New AIDS-Fighting Chemicals Identified

September 27, 2002

A note from TheBody.com: Since this article was written, the HIV pandemic has changed, as has our understanding of HIV/AIDS and its treatment. As a result, parts of this article may be outdated. Please keep this in mind, and be sure to visit other parts of our site for more recent information!

For the first time, scientists have identified human proteins that may stifle AIDS by keeping HIV from reproducing in the body. The discovery might not only explain why some people with HIV remain healthy for decades, but also lead someday to new AIDS-combating treatments.

"This is something that we're studying not just for therapy, but for preventing the infection in the first place," said researcher David Ho of the Aaron Diamond AIDS Research Center in New York. About 1 to 2 percent of the 850,000-900,000 people with HIV in the United States remain healthy for many years without developing AIDS, Ho said. The findings were published in the online edition of Science (Sept. 27, 2002;297;5590).

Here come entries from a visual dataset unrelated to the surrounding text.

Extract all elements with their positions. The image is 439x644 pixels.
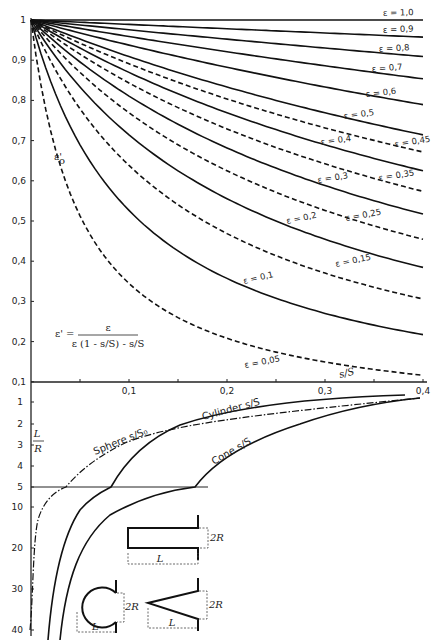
eps-label: ε = 0,4 [320, 133, 352, 147]
eps-label: ε = 0,7 [371, 61, 402, 74]
sphere-l-label: L [91, 621, 99, 632]
y-tick-label: 1 [20, 15, 26, 25]
eps-label: ε = 0,3 [317, 170, 349, 185]
cylinder-2r-label: 2R [209, 532, 224, 543]
y-tick-label: 0,9 [12, 55, 27, 65]
y-tick-label: 0,1 [12, 377, 26, 387]
formula-numerator: ε [105, 322, 110, 333]
formula-denominator: ε (1 - s/S) - s/S [72, 338, 145, 349]
sphere-2r-label: 2R [124, 601, 139, 612]
eps-label: ε = 0,15 [334, 252, 371, 269]
cone-l-label: L [168, 617, 176, 628]
x-tick-label: 0,2 [220, 386, 234, 396]
y-tick-label: 0,5 [12, 216, 26, 226]
eps-label: ε = 0,8 [378, 42, 409, 54]
x-axis-label: s/S [338, 366, 356, 380]
curve-09 [31, 20, 423, 37]
cone-2r-label: 2R [208, 599, 223, 610]
x-tick-label: 0,3 [318, 386, 332, 396]
emissivity-curves [31, 20, 423, 375]
lr-tick-label: 2 [17, 419, 23, 429]
sphere-label: Sphere s/S₀ [92, 425, 149, 457]
sphere-2r-dim [117, 593, 124, 622]
curve-02 [31, 20, 423, 267]
x-tick-label: 0,1 [122, 386, 136, 396]
lr-tick-label: 5 [17, 482, 23, 492]
cone-2r-dim [199, 591, 207, 619]
cylinder-l-label: L [156, 553, 164, 564]
y-tick-label: 0,6 [12, 176, 27, 186]
eps-label: ε = 0,25 [345, 207, 382, 223]
eps-label: ε = 0,1 [242, 269, 274, 286]
lr-tick-label: 1 [17, 397, 23, 407]
eps-label: ε = 0,9 [383, 23, 414, 35]
y-tick-label: 0,3 [12, 296, 26, 306]
sphere-curve [30, 398, 420, 630]
lr-tick-label: 4 [17, 461, 23, 471]
y-tick-label: 0,2 [12, 337, 26, 347]
lr-tick-label: 3 [17, 440, 23, 450]
cavity-shape-insets [77, 515, 208, 633]
cavity-emissivity-chart: 0,10,20,30,40,50,60,70,80,910,10,20,30,4… [0, 0, 439, 644]
curve-06 [31, 20, 423, 105]
eps-label: ε = 0,45 [394, 134, 431, 149]
eps-label: ε = 0,5 [343, 107, 375, 121]
y-tick-label: 0,7 [12, 136, 26, 146]
curve-035 [31, 20, 423, 191]
eps-label: ε = 0,2 [285, 210, 317, 226]
cavity-curves [30, 395, 420, 640]
eps-label: ε = 1,0 [383, 7, 414, 18]
cylinder-2r-dim [199, 528, 208, 548]
cone-curve [60, 398, 420, 640]
eps-label: ε = 0,6 [365, 86, 397, 99]
lr-tick-label: 20 [12, 543, 24, 553]
y-axis-label-bottom-den: R [33, 443, 42, 454]
cylinder-curve [48, 395, 405, 640]
eps-label: ε = 0,05 [244, 353, 281, 370]
cone-label: Cone s/S [210, 435, 253, 466]
y-axis-label-bottom-num: L [33, 428, 41, 439]
y-tick-label: 0,8 [12, 95, 27, 105]
lr-tick-label: 40 [12, 625, 24, 635]
eps-label: ε = 0,35 [378, 167, 415, 183]
lr-tick-label: 30 [12, 584, 24, 594]
cylinder-label: Cylinder s/S [201, 396, 261, 422]
y-tick-label: 0,4 [12, 256, 27, 266]
lr-tick-label: 10 [12, 502, 24, 512]
y-axis-label-top-sub: o [59, 155, 65, 166]
sphere-shape [82, 588, 116, 628]
x-tick-label: 0,4 [416, 386, 431, 396]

Since 1986, scientists have known that certain white blood cells in HIV-infected, AIDS-free patients secrete biochemicals that somehow prevent HIV's replication, but the identity of the substance has proven a mystery. Because it comes from the CD8 T cells that kill infection in the body, the compound was labeled CD8 antiviral factor, or CAF. In 1995, "it seemed the mystery was solved," Ho said, by beta-chemokines, which suppress HIV to a degree. But investigators found beta-chemokines could not explain much of CAF's protective power because they were ineffective against many viral strains.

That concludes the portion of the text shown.